Schelling, like Fichte, begins with I = I, or with the absolute intuition, expressed as proposition or definition of the Absolute, that Reason is the absolute indifference of subject and object: so that it is neither the one nor the other, for both have in it their true determination; and their opposition, like all others, is utterly done away with. The true reality of subject and object is placed in this alone, that the subject is not posited in the determination of subject against object, as in the philosophy of Fichte; it is not determined as in itself existent, but as subject-object, as the identity of the two; in the same way the object is not posited according to its ideal determination as object, but in as far as it is itself absolute, or the identity of the subjective and objective. But the expression “indifference” is ambiguous, for it means indifference in regard to both the one and the other; and thus it appears as if the content of indifference, the only thing which makes it concrete, were indifferent. Schelling's next requirement is that the subject must not be hampered with reflection; that would be bringing it under the determination of the understanding, which, equally with sensuous perception, implies the separateness of sensuous things. As to the form of its existence, absolute indifference is with Schelling posited as A = A; and this form is for him the knowledge of absolute identity, which, however, is inseparable from the Being or existence of the same.(16)Thus, therefore, opposition, as form and reality or existence, no doubt appears in this Absolute, but it is determined as a merely relative or unessential opposition: “Between subject and object no other than quantitative difference is possible. For no qualitative difference as regards the two is thinkable,” because absolute identity “is posited as subject and object only as regards the form of its Being, not as regards its existence. There is consequently only a quantitative difference left,”

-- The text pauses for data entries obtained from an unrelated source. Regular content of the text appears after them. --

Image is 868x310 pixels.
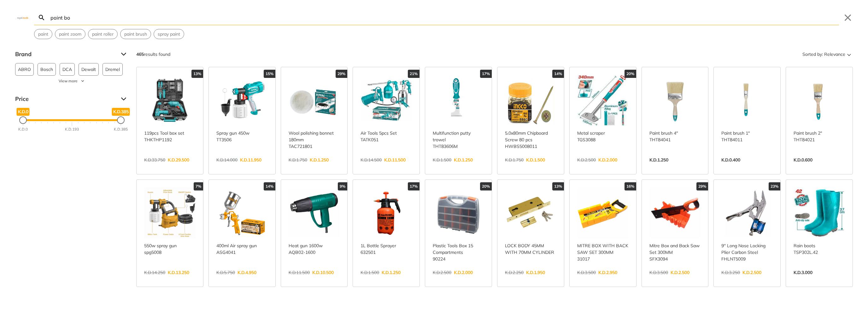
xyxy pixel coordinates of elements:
[15,78,129,84] button: View more
[842,13,852,22] button: Close
[79,63,98,76] button: Dewalt
[624,182,636,190] div: 16%
[59,31,82,37] span: paint zoom
[59,63,75,76] button: DCA
[136,51,144,58] strong: 465
[696,182,708,190] div: 29%
[121,30,150,39] button: Select suggestion: paint brush
[102,63,122,76] button: Dremel
[65,126,79,132] div: K.D.193
[34,30,52,39] button: Select suggestion: paint
[19,126,28,132] div: K.D.0
[479,70,491,78] div: 17%
[34,29,52,39] div: Suggestion: paint
[58,78,78,84] span: View more
[82,63,96,75] span: Dewalt
[38,31,48,37] span: paint
[15,63,33,76] button: ABRO
[106,63,120,75] span: Dremel
[55,30,85,39] button: Select suggestion: paint zoom
[124,31,147,37] span: paint brush
[15,94,116,104] span: Price
[55,29,85,39] div: Suggestion: paint zoom
[62,63,72,75] span: DCA
[479,182,491,190] div: 20%
[624,70,636,78] div: 20%
[49,10,838,25] input: Search…
[38,14,45,21] svg: Search
[136,49,171,59] div: results found
[114,126,128,132] div: K.D.385
[408,70,419,78] div: 21%
[92,31,113,37] span: paint roller
[194,182,203,190] div: 7%
[845,50,852,58] svg: Sort
[191,70,203,78] div: 13%
[800,49,852,59] button: Sorted by:Relevance Sort
[88,30,117,39] button: Select suggestion: paint roller
[41,63,53,75] span: Bosch
[18,63,31,75] span: ABRO
[768,182,780,190] div: 23%
[19,116,27,124] div: Minimum Price
[37,63,56,76] button: Bosch
[121,29,151,39] div: Suggestion: paint brush
[263,182,275,190] div: 14%
[154,30,184,39] button: Select suggestion: spray paint
[117,116,124,124] div: Maximum Price
[823,49,845,59] span: Relevance
[15,16,31,19] img: Close
[15,49,116,59] span: Brand
[552,182,564,190] div: 13%
[88,29,118,39] div: Suggestion: paint roller
[154,29,185,39] div: Suggestion: spray paint
[552,70,564,78] div: 14%
[158,31,180,37] span: spray paint
[338,182,347,190] div: 9%
[263,70,275,78] div: 15%
[336,70,347,78] div: 29%
[408,182,419,190] div: 17%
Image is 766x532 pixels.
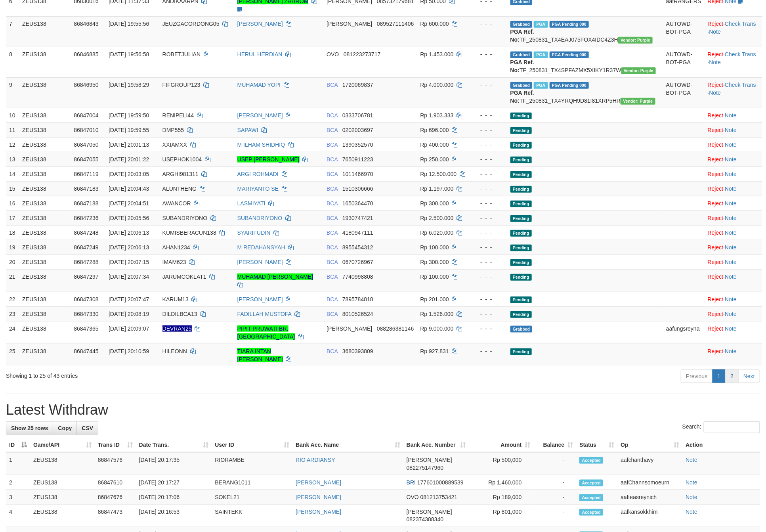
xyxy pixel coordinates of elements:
[342,296,373,302] span: Copy 7895784818 to clipboard
[420,259,449,266] span: Rp 300.000
[326,156,337,162] span: BCA
[507,16,664,47] td: TF_250831_TX4EAJ075FOX4IDC4Z3H
[74,82,98,88] span: 86846950
[704,47,763,78] td: · ·
[19,122,71,137] td: ZEUS138
[473,126,503,134] div: - - -
[74,230,98,236] span: 86847248
[295,493,341,500] a: [PERSON_NAME]
[708,273,724,279] a: Reject
[473,214,503,222] div: - - -
[136,438,212,452] th: Date Trans.: activate to sort column ascending
[510,245,532,252] span: Pending
[162,185,197,192] span: ALUNTHENG
[682,422,760,433] label: Search:
[534,438,577,452] th: Balance: activate to sort column ascending
[725,21,756,27] a: Check Trans
[6,196,19,211] td: 16
[342,171,373,177] span: Copy 1011466970 to clipboard
[708,141,724,148] a: Reject
[162,51,201,58] span: ROBETJULIAN
[326,200,337,207] span: BCA
[108,51,149,58] span: [DATE] 19:56:58
[708,215,724,221] a: Reject
[510,112,532,119] span: Pending
[162,200,191,207] span: AWANCOR
[738,369,760,383] a: Next
[238,112,283,118] a: [PERSON_NAME]
[342,185,373,192] span: Copy 1510306666 to clipboard
[162,141,187,148] span: XXIAMXX
[709,89,721,95] a: Note
[420,185,454,192] span: Rp 1.197.000
[510,29,534,43] b: PGA Ref. No:
[162,273,207,279] span: JARUMCOKLAT1
[19,107,71,122] td: ZEUS138
[473,51,503,59] div: - - -
[704,16,763,47] td: · ·
[108,273,149,279] span: [DATE] 20:07:34
[108,141,149,148] span: [DATE] 20:01:13
[510,21,532,28] span: Grabbed
[19,47,71,78] td: ZEUS138
[708,230,724,236] a: Reject
[420,51,454,58] span: Rp 1.453.000
[238,21,283,27] a: [PERSON_NAME]
[108,112,149,118] span: [DATE] 19:59:50
[420,112,454,118] span: Rp 1.903.333
[6,47,19,78] td: 8
[342,141,373,148] span: Copy 1390352570 to clipboard
[725,369,739,383] a: 2
[326,126,337,133] span: BCA
[326,230,337,236] span: BCA
[725,259,737,266] a: Note
[708,310,724,317] a: Reject
[619,37,653,44] span: Vendor URL: https://trx4.1velocity.biz
[19,291,71,306] td: ZEUS138
[74,259,98,266] span: 86847288
[6,122,19,137] td: 11
[342,82,373,88] span: Copy 1720069837 to clipboard
[74,141,98,148] span: 86847050
[664,16,704,47] td: AUTOWD-BOT-PGA
[326,112,337,118] span: BCA
[685,493,697,500] a: Note
[704,152,763,166] td: ·
[19,269,71,291] td: ZEUS138
[709,59,721,66] a: Note
[238,273,313,279] a: MUHAMAD [PERSON_NAME]
[238,348,283,362] a: TIARA INTAN [PERSON_NAME]
[473,155,503,163] div: - - -
[6,211,19,225] td: 17
[82,425,94,431] span: CSV
[19,181,71,196] td: ZEUS138
[708,82,724,88] a: Reject
[510,171,532,178] span: Pending
[708,200,724,207] a: Reject
[19,211,71,225] td: ZEUS138
[342,126,373,133] span: Copy 0202003697 to clipboard
[6,225,19,240] td: 18
[19,225,71,240] td: ZEUS138
[19,16,71,47] td: ZEUS138
[704,122,763,137] td: ·
[704,196,763,211] td: ·
[19,152,71,166] td: ZEUS138
[95,438,136,452] th: Trans ID: activate to sort column ascending
[74,126,98,133] span: 86847010
[725,273,737,279] a: Note
[685,479,697,485] a: Note
[420,230,454,236] span: Rp 6.020.000
[708,185,724,192] a: Reject
[420,244,449,251] span: Rp 100.000
[238,51,283,58] a: HERUL HERDIAN
[725,51,756,58] a: Check Trans
[162,296,189,302] span: KARUM13
[473,258,503,266] div: - - -
[507,78,664,107] td: TF_250831_TX4YRQH9D81I81XRP5HR
[238,215,283,221] a: SUBANDRIYONO
[420,156,449,162] span: Rp 250.000
[162,156,202,162] span: USEPHOK1004
[510,127,532,134] span: Pending
[108,200,149,207] span: [DATE] 20:04:51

i.e. only that of magnitude: and yet difference must really be understood as qualitative, and must thus be shown to be a difference which abrogates itself. This quantitative difference, says Schelling, is the form actu: “The quantitative difference of subjective and objective is the basis of all finitude. Each determined potency marks a determined quantitative difference of the subjective and objective. Each individual Being is the result of a quantitative difference of subjectivity and objectivity. The individual expresses absolute identity under a determined form of Being: “so that each side is itself a relative totality, A = B, and at the same time the one factor preponderates in the one, and the other factor in the other, but both remain absolute identity.(17) This is insufficient, for there are other determinations; difference is undoubtedly qualitative, although this is not the absolute determination. Quantitative difference is no true difference, but an entirely external relation; and likewise the preponderance of subjective and objective is not a determination of thought, but a merely sensuous determination.